In a stealth maneuver, President Bush has signed into law a provision that, according to Senator Patrick Leahy (D-Vermont), “will actually encourage the president to declare federal martial law.” It does so by revising the Insurrection Act, a set of laws that limits the president’s ability to deploy troops within the United States.

The 1807 Insurrection Act, along with the later 1878 Posse Comitatus Act, have over time helped to enforce strict prohibitions on military involvement in domestic law enforcement. Regrettably, with one swipe of his pen, Bush is seeking to undo those prohibitions and thereby usher in an era of domestic, military “martial law.”

The John Warner Defense Authorization Act of 2007, now Public Law 109-364, which was signed by the commander in chief on Oct. 17 in a private Oval Office ceremony, allows the president to declare a “public emergency” in order to “suppress, in any state, any insurrection, domestic violence, unlawful combination, or conspiracy,” and to station troops anywhere in America by taking control of state-based National Guard units. The key point is that he’s now allowed to do so without the consent of the governor or local authorities.

Section 1076, the “Use of the Armed Forces in Major Public Emergencies,” states that “the president may employ the armed forces, including the National Guard in federal service, to restore public order and enforce the laws of the United States when, as a result of a natural disaster, epidemic, or other serious public health emergency, terrorist attack or incident, or other condition in any state or possession of the United States, the president determines that domestic violence has occurred to such an extent that the constituted authorities of the state or possession are incapable of maintaining [or “unwilling to maintain,” the act later adds,] public order.”

The law also facilitates military-police roundups and detention of protesters, “illegal aliens” and other “undesirables” for detention in facilities already contracted for and under construction by Halliburton. That’s right! Under the cover of a trumped-up “immigration emergency” and the frenzied militarization of the southern border, detention camps are being constructed right under our noses, camps designed for anyone who resists the foreign and domestic agenda of the Bush administration.

The summer 2006 issue of the slick, insider Journal of Counterterrorism & Homeland Security International reported that global engineering and technical services powerhouse KBR [Kellogg, Brown & Root] announced in January 2006 that its government and infrastructure division was awarded a $385 million indefinite delivery/indefinite quantity (IDIQ) contract in order to establish “temporary detention and processing capabilities to augment existing ICE [Immigration and Customs Enforcement] Detention and Removal Operations (DRO)…in the event of an emergency influx of immigrants into the U.S., or to support the rapid development of new programs.” The report points out that “K.B.R. is the engineering and construction subsidiary of Halliburton.”

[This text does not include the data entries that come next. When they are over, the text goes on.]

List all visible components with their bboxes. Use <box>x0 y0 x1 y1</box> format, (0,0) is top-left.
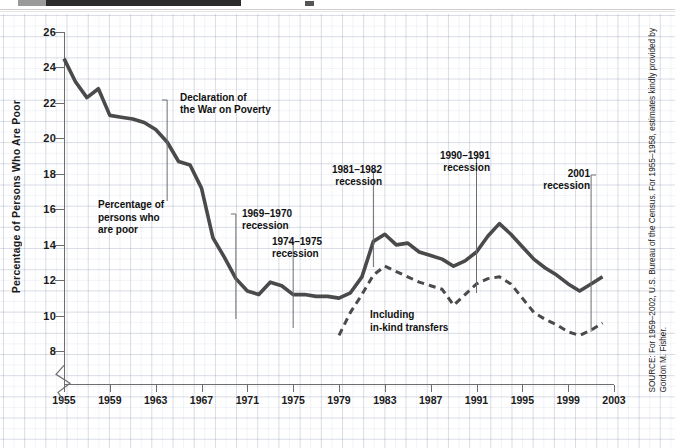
annotation-recession-1981: 1981–1982 recession <box>314 164 382 188</box>
annotation-recession-1969: 1969–1970 recession <box>242 208 292 232</box>
annotation-war-on-poverty: Declaration of the War on Poverty <box>180 92 271 116</box>
poverty-rate-figure: Percentage of Persons Who Are Poor 81012… <box>0 0 675 448</box>
window-chrome-strip <box>0 0 675 9</box>
annotation-recession-1974: 1974–1975 recession <box>272 236 322 260</box>
leader-recession-2001 <box>591 175 596 332</box>
leader-war-on-poverty <box>162 100 167 201</box>
annotation-in-kind-transfers: Including in-kind transfers <box>370 309 448 334</box>
annotation-recession-2001: 2001 recession <box>528 168 590 192</box>
annotation-series-label: Percentage of persons who are poor <box>98 199 164 237</box>
leader-recession-1990 <box>477 157 482 293</box>
leader-recession-1969 <box>231 214 236 319</box>
source-note-text: SOURCE: For 1959–2002, U.S. Bureau of th… <box>647 28 669 393</box>
chrome-tick-mark <box>305 1 314 6</box>
chrome-grey-bar <box>18 0 46 6</box>
header-divider-secondary <box>0 11 675 12</box>
source-note: SOURCE: For 1959–2002, U.S. Bureau of th… <box>647 28 673 448</box>
annotation-recession-1990: 1990–1991 recession <box>422 150 490 174</box>
y-axis-break-icon <box>56 365 70 401</box>
chart-figure: Percentage of Persons Who Are Poor 81012… <box>0 14 675 448</box>
header-divider <box>0 9 675 10</box>
chrome-dark-bar <box>46 0 241 6</box>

Make no mistake about it. The de-facto repeal of the Posse Comitatus Act is an ominous assault on American democratic tradition and jurisprudence. The 1878 Act, which reads, “Whoever, except in cases and under circumstances expressly authorized by the Constitution or Act of Congress, willfully uses any part of the Army or Air Force as a posse comitatus or otherwise to execute the laws shall be fined under this title or imprisoned not more than two years, or both,” is the only U.S. criminal statute that outlaws military operations directed against the American people under the cover of “law enforcement.” As such, it has been the best protection we’ve had against the power-hungry intentions of an unscrupulous and reckless executive, an executive intent on using force to enforce its will, and to do so through the implementation of “martial law” and the militarization of law enforcement.

Despite the unprecedented and shocking nature of this act, there has been no outcry in the American media and little reaction from our elected officials in Congress. In his Sept. 19 and 29 press statements, a lone senator, Vermont’s Patrick Leahy, noted that the 2007 Defense Authorization Act contained a “widely opposed provision to allow the president more control over the National Guard…[adopting] changes to the Insurrection Act, which will make it easier for this or any future president to use the military to restore domestic order WITHOUT [his emphasis] the consent of the nation’s governors.

“We certainly do not need to make it easier for presidents to declare martial law,” he said. “Invoking the Insurrection Act and using the military for law-enforcement activities goes against some of the central tenets of our democracy…. One can easily envision governors and mayors in charge of an emergency having to constantly look over their shoulders while someone who has never visited their communities gives the orders.

“The implications of changing the [Posse Comitatus] Act are enormous,” Leahy went on. “There is good reason for the constructive friction in existing law when it comes to martial law declarations…. We fail our Constitution, neglecting the rights of the states, when we make it easier for the president to declare martial law and trample on local and state sovereignty.”

It has become clear in recent months that a critical mass of the American people have seen through the lies of the Bush presidency. With Bush’s popularity at an all-time low, the growing resistance to the war in Iraq and a possible shift in the Congress, it is apparent that the Bush administration is on the ropes. And so it is particularly worrying — though maybe, in some respects, predictable — that Bush has seen fit, at this juncture, to in effect, declare himself dictator.

Morales is associate pastor at St. Mark’s Church in the Bowery; he writes extensively on police-state matters.